An electrical junction box with a single b.u.t.ton mounted on its face stood next to the doorway. Arkeley pushed the b.u.t.ton and a buzzer sounded deep inside the sanatorium. ”You read my report. You know I set fire to all the vampires on that boat in Pittsburgh.”

Caxton nodded. She could guess what came next. ”You'll also remember Lares only had enough blood to revivify three of his ancestors. There was a fourth one who went without nourishment. Strangely enough, the ones with skin and flesh burned just fine. The one without was merely charred. She survived the blaze.”

”But vampires were supposed to be extinct in America,” she protested. ”Extinct in the wild,” Arkeley corrected her.

A plastic barrier at the far side of the room lifted and a wheelchair was

steered into the coffin chamber.

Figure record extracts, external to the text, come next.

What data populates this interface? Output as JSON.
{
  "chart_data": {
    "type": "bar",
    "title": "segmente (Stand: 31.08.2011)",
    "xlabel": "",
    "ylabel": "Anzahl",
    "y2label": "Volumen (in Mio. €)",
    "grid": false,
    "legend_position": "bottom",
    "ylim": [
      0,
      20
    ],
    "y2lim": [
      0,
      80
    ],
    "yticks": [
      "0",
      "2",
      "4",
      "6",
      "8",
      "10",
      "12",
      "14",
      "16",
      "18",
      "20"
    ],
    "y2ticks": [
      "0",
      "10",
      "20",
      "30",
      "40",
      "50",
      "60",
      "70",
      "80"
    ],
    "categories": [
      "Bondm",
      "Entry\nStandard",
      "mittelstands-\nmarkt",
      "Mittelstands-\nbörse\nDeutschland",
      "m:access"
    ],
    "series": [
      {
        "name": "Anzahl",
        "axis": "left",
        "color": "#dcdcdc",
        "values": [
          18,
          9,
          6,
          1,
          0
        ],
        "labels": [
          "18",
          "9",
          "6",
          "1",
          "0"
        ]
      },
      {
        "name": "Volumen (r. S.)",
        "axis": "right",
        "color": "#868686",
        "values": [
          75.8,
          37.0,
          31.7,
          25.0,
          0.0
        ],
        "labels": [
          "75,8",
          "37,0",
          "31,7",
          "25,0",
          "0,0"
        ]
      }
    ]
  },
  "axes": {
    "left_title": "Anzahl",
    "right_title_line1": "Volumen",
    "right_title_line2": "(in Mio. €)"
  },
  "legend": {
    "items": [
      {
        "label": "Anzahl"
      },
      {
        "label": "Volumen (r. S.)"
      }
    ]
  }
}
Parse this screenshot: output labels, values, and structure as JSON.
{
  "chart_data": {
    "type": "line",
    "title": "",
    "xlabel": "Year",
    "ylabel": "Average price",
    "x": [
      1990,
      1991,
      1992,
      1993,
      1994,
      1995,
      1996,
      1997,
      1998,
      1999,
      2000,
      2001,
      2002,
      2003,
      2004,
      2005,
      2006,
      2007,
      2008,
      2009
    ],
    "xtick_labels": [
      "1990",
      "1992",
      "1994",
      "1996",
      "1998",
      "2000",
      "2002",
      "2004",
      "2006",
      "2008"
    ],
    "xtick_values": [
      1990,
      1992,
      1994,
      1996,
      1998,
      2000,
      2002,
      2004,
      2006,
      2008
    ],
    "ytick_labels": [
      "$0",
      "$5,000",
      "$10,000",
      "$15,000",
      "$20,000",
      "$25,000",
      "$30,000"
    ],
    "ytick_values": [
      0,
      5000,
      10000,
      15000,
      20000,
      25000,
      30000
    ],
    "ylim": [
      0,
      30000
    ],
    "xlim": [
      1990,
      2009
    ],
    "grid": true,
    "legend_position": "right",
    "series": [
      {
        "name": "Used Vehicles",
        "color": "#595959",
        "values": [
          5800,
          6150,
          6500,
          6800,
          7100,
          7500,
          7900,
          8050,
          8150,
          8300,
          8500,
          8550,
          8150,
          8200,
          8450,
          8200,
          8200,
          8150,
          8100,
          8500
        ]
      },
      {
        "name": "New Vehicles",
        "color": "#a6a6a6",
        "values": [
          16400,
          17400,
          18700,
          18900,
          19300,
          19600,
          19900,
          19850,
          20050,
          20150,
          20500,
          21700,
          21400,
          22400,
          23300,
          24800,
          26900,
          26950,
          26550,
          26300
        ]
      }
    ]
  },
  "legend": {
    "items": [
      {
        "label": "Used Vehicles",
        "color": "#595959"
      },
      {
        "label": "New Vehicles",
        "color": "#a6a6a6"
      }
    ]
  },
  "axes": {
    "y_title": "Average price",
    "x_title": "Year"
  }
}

The man who pushed it wore a white lab coat with the sleeves rolled up to his elbows. He was a little skinny-otherwise he had no distinguis.h.i.+ng features at all. Then again he was likely to appear nondescript in comparison to his charge. The woman in the wheelchair wore a tattered mauve dress, moth-eaten and sheer with use. She was little more than bones wrapped in translucent white skin as thin as tissue paper.

There was no hair on her head, none at all except for a few spindly eyelashes. The skin had broken and parted from the bones of her skull, in places having worn away altogether, leaving s.h.i.+ny patches of bone visible. She had one plump eyeball, the iris colorless in the blue light. Her ears were long and sharply triangular and riddled with sores. Her mouth looked broken, somehow, or at least wrong. It was full of shards, translucent jagged bits of bone. Caxton slowly made out that these were teeth. The woman had hundreds of them and they weren't broken, either, when she looked closer. They were just sharp. This was what she had read about in Arkeley's report. This was one of the creatures he'd set on fire in the belly of the boat-a vampire, an old, blood-starved vampire. She'd never seen anything more horrible, not even the near-faceless half-dead who had peered in through her window the night before.

”h.e.l.lo, Deputy. You're on schedule-it's just about feeding time at the zoo.” It was the man in the lab coat who spoke. He pushed the wheelchair closer to them than Caxton would have liked. She felt nothing from the vampire, no sense of humanity, just coldness. It was like standing next to the freezer cabinet in a grocery store on a hot summer day. The chill was palpable, and real, and wholly unnatural.

”Special Deputy,” Arkeley corrected.